Sutton
The south farmstead.
- Origin
- East Midlands, England
- Famous bearer
- Thomas Sutton (1532–1611), founder of the Charterhouse
- Register
- English family
CoreHistoric reach
The seat of Sutton
Seat vacantChief
No one leads the Sutton community yet. When the movement opens, you can stand for its leadership, or help elect whoever does.
Current mission
No shared goal set yet. Once Sutton has leadership, it sets the public focus: a restoration, a gathering, a real-world project that helps its own.
The Sutton clan is being rebuilt. Join the waiting list for the movement today, and you help decide who leads it and what it does.
Help rebuild the Sutton clan →What does the Sutton name mean?

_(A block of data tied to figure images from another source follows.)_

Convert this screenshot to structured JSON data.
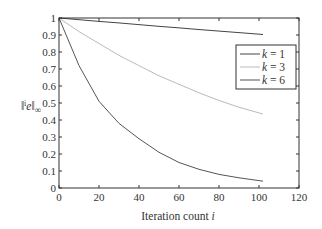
{
  "chart_data": {
    "type": "line",
    "title": "",
    "xlabel": "Iteration count i",
    "ylabel": "‖ⁱe‖∞",
    "xlim": [
      0,
      120
    ],
    "ylim": [
      0,
      1
    ],
    "xticks": [
      0,
      20,
      40,
      60,
      80,
      100,
      120
    ],
    "yticks": [
      0,
      0.1,
      0.2,
      0.3,
      0.4,
      0.5,
      0.6,
      0.7,
      0.8,
      0.9,
      1
    ],
    "grid": false,
    "legend_position": "upper right (inside, below top)",
    "x": [
      0,
      10,
      20,
      30,
      40,
      50,
      60,
      70,
      80,
      90,
      102
    ],
    "series": [
      {
        "name": "k = 1",
        "color": "#444444",
        "values": [
          1.0,
          0.99,
          0.98,
          0.971,
          0.961,
          0.951,
          0.942,
          0.932,
          0.923,
          0.914,
          0.903
        ]
      },
      {
        "name": "k = 3",
        "color": "#bbbbbb",
        "values": [
          1.0,
          0.92,
          0.85,
          0.78,
          0.72,
          0.66,
          0.61,
          0.56,
          0.515,
          0.475,
          0.435
        ]
      },
      {
        "name": "k = 6",
        "color": "#555555",
        "values": [
          1.0,
          0.72,
          0.51,
          0.38,
          0.29,
          0.21,
          0.15,
          0.11,
          0.08,
          0.06,
          0.04
        ]
      }
    ]
  },
  "labels": {
    "xlabel": "Iteration count i",
    "ylabel_main": "e",
    "ylabel_sup": "i",
    "ylabel_sub": "∞"
  }
}
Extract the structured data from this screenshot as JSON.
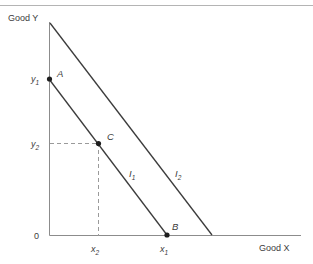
{
  "figure": {
    "axes": {
      "y_axis_label": "Good Y",
      "x_axis_label": "Good X",
      "origin_label": "0"
    },
    "tick_labels": {
      "y1": "y",
      "y1_sub": "1",
      "y2": "y",
      "y2_sub": "2",
      "x1": "x",
      "x1_sub": "1",
      "x2": "x",
      "x2_sub": "2"
    },
    "points": [
      {
        "label": "A",
        "x": 49,
        "y": 79
      },
      {
        "label": "C",
        "x": 98,
        "y": 143
      },
      {
        "label": "B",
        "x": 167,
        "y": 235
      }
    ],
    "point_labels": {
      "a": "A",
      "b": "B",
      "c": "C"
    },
    "curves": [
      {
        "label": "I",
        "sub": "1",
        "x1": 49,
        "y1": 79,
        "x2": 167,
        "y2": 235
      },
      {
        "label": "I",
        "sub": "2",
        "x1": 50,
        "y1": 23,
        "x2": 212,
        "y2": 235
      }
    ],
    "curve_labels": {
      "i1": "I",
      "i1_sub": "1",
      "i2": "I",
      "i2_sub": "2"
    },
    "colors": {
      "line": "#3c3c3c",
      "axis": "#8c8c8c",
      "dashed": "#9a9a9a",
      "text": "#3c3c3c",
      "top_rule": "#b4b4b4",
      "background": "#ffffff"
    }
  }
}
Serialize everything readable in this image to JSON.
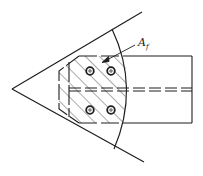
{
  "diagram": {
    "type": "gusset-plate-connection",
    "label": {
      "main": "A",
      "subscript": "f"
    },
    "colors": {
      "stroke": "#1e1e1e",
      "background": "#ffffff"
    },
    "bolt_count": 4
  }
}
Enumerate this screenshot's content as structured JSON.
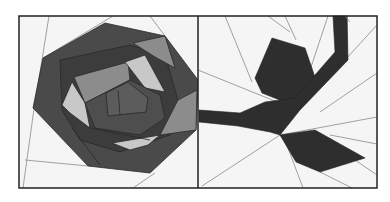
{
  "figure": {
    "panels": [
      {
        "name": "rose-block",
        "title": ""
      },
      {
        "name": "leaf-stem-block",
        "title": ""
      }
    ]
  },
  "colors": {
    "background": "#ffffff",
    "block_bg": "#f5f5f5",
    "frame": "#222222",
    "seam": "#8a8a8a",
    "dark": "#3a3a3a",
    "mid_dark": "#4a4a4a",
    "mid": "#5c5c5c",
    "gray": "#8c8c8c",
    "light": "#c8c8c8",
    "leaf": "#2e2e2e"
  }
}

Locational, from Old English suth-tun, 'the south farmstead' or southern settlement. It is one of the commonest habitational surnames in England because almost every district had a Sutton, the farm to the south of somewhere, and each could give rise to a family of the name.
The history of Sutton
The sheer number of Suttons on the map means the surname descends from many unrelated families rather than one, each named for the southern manor it left. The Anglo-Saxon resonance of the name echoes at Sutton Hoo in Suffolk, the 'south farm' whose royal ship-burial is the richest early-medieval find in Britain.

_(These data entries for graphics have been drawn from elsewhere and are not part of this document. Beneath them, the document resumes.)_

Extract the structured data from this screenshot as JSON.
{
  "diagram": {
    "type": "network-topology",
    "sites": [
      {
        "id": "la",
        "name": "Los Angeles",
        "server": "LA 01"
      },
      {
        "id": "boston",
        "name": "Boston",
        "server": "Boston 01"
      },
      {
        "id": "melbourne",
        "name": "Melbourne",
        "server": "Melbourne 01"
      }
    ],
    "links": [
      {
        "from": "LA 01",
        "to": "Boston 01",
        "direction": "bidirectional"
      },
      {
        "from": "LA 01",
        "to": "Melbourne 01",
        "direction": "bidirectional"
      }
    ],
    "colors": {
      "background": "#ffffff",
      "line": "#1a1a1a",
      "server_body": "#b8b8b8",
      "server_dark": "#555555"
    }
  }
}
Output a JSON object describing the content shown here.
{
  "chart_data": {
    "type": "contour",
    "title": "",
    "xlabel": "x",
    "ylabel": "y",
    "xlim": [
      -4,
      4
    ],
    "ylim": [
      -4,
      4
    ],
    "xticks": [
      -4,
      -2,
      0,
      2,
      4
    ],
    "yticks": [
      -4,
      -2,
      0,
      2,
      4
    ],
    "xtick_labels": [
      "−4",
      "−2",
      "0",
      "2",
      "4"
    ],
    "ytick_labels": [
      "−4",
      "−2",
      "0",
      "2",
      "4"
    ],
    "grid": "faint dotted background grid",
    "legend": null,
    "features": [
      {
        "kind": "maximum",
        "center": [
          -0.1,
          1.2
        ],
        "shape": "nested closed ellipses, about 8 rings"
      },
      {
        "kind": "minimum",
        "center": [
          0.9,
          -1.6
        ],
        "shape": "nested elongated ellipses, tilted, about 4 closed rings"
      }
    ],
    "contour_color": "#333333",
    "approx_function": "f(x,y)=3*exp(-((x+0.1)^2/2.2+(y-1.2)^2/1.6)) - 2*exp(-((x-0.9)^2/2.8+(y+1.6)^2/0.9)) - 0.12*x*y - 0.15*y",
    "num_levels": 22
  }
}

Thomas Sutton (1532–1611), reputedly the wealthiest commoner in England, endowed the London Charterhouse as an almshouse and school that still bears his foundation. The surname spread widely through the English and American gentry and remains among the most frequent of England's place-name names.
Step Into History
Walk the streets and seats the Sutton name knew — a photoreal walk through time, on foot.